(Sept. 30, 1887- July 1, 1997). Evelyn Fortune was born in Indianapolis to
, president of the Indianapolis Telephone Company and wife Mary Belle Fortune. Her mother died when she was 11 years old, leaving her father to raise her, her younger sister Madeleine, and her older brother Russell.Fortune attended Knickerbacker Hall Girls’ School in the current day
. She played on the school’s sports team, and it was during a match between Knickerbacker Hall and the Girls’ Classical School that she first encountered (1885-1977). The two formally met at Lake Wawasee in northern Indiana, where their families vacationed during the summers. She and Lilly continued to see each other over the years, but it was not until after Fortune attended that Lilly proposed to her in 1906. The two wed at Fortune’s home in on August 29, 1907. The couple had three children born in 1908, 1910, and 1918. The first two children died within the first year of life.Over the next two decades, Fortune stayed active in the Indianapolis social scene. In 1922, she, along with eight other women of high social status, became one of the founding members of the
. She also belonged to the and the Progressive Club.Fortune and Lilly divorced in 1926. Lilly accused Fortune of being too strong-willed and independent, blamed the death of his two infant sons on her, and claimed Fortune to be affectionless. Still, the judge overseeing the divorce awarded Fortune $300,000 in cash, a car, the couple’s home at 1239 N. Delaware Street, and custody of the couple’s eight-year-old daughter Evie. The divorce ended the decades-long friendship between William Fortune and Lilly’s father
Fortune and her daughter retreated to the East Coast to live close to Fortune’s lifelong friend, Catherine Eddy Beveridge, wife of
(1862-1927), at Beverly Farms, Massachusetts. Here, Fortune met her second husband, Chicago-born artist and architect Frederick Clay Bartlett (1873-1953), whom she married in 1931. As an established painter, Bartlett encouraged Fortune to paint as well.After taking up painting, Fortune moved from watercolors to oils, developing her own style. Between 1933 and 1938, Fortune created many vividly colored portraits of family and friends, still lifes, and floral paintings that bore no resemblance to the muted-toned murals, landscapes, and figurative works of her husband. Art institutions all over the United States displayed her work: Art Club of Philadelphia (1933), Herron School of Art (1934), Wildenstein and Company in New York City (1935), Pennsylvania Academy of Fine Arts (1935), Toledo Museum of Art (1935), and Grace Home Gallery in Boston, Massachusetts (1935).

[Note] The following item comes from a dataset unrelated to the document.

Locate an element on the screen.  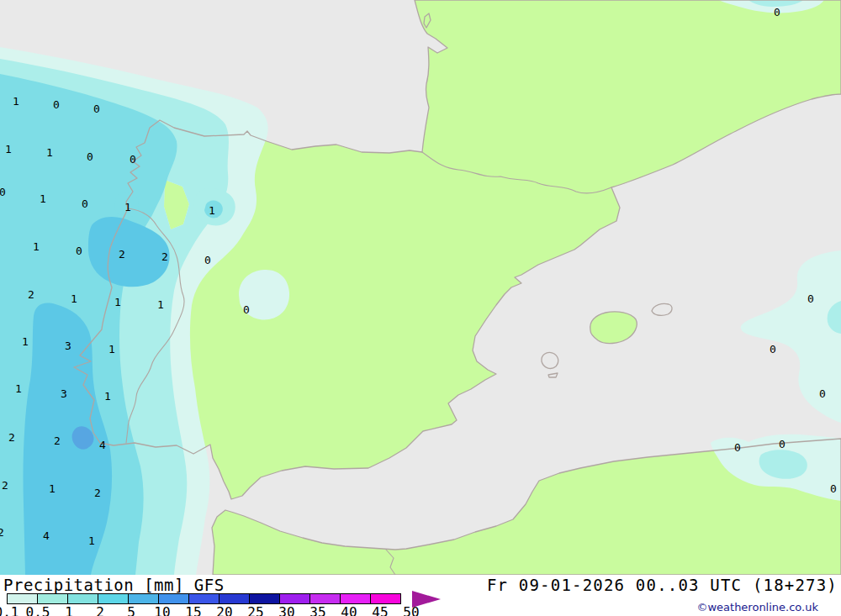
scale-label: 30 is located at coordinates (286, 610).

Though Fortune stopped painting in 1938, the Smithsonian Institution in Washington, D.C., organized a retrospective exhibition of her work in 1982 that later traveled to the Art Institute of Chicago.

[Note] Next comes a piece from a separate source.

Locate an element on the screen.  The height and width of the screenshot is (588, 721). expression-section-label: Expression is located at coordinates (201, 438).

After the death of her husband in 1956, she married Daniel Elliott Huber, a stockbroker. This marriage ended in divorce in 1969.

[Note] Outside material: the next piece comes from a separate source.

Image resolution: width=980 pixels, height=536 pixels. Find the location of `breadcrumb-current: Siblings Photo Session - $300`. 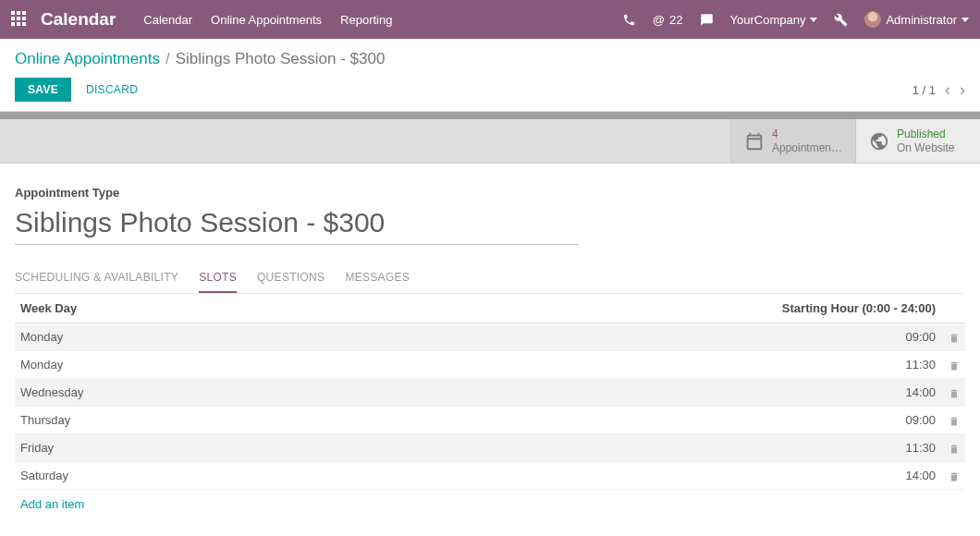

breadcrumb-current: Siblings Photo Session - $300 is located at coordinates (281, 59).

During the last decade of her life, Fortune devoted time to her philanthropic interest in the arts. She endowed the Bartlett Gallery at the Peabody Essex Museum in Salem, Massachusetts, the Frederic Clay Memorial Gallery at Chicago’s Art Institute, and most notably she worked to list the Bonnet House in Fort Lauderdale, Florida, on the National Register of Historic Places. The Bonnet House is also a City of Fort Lauderdale Historic Landmark.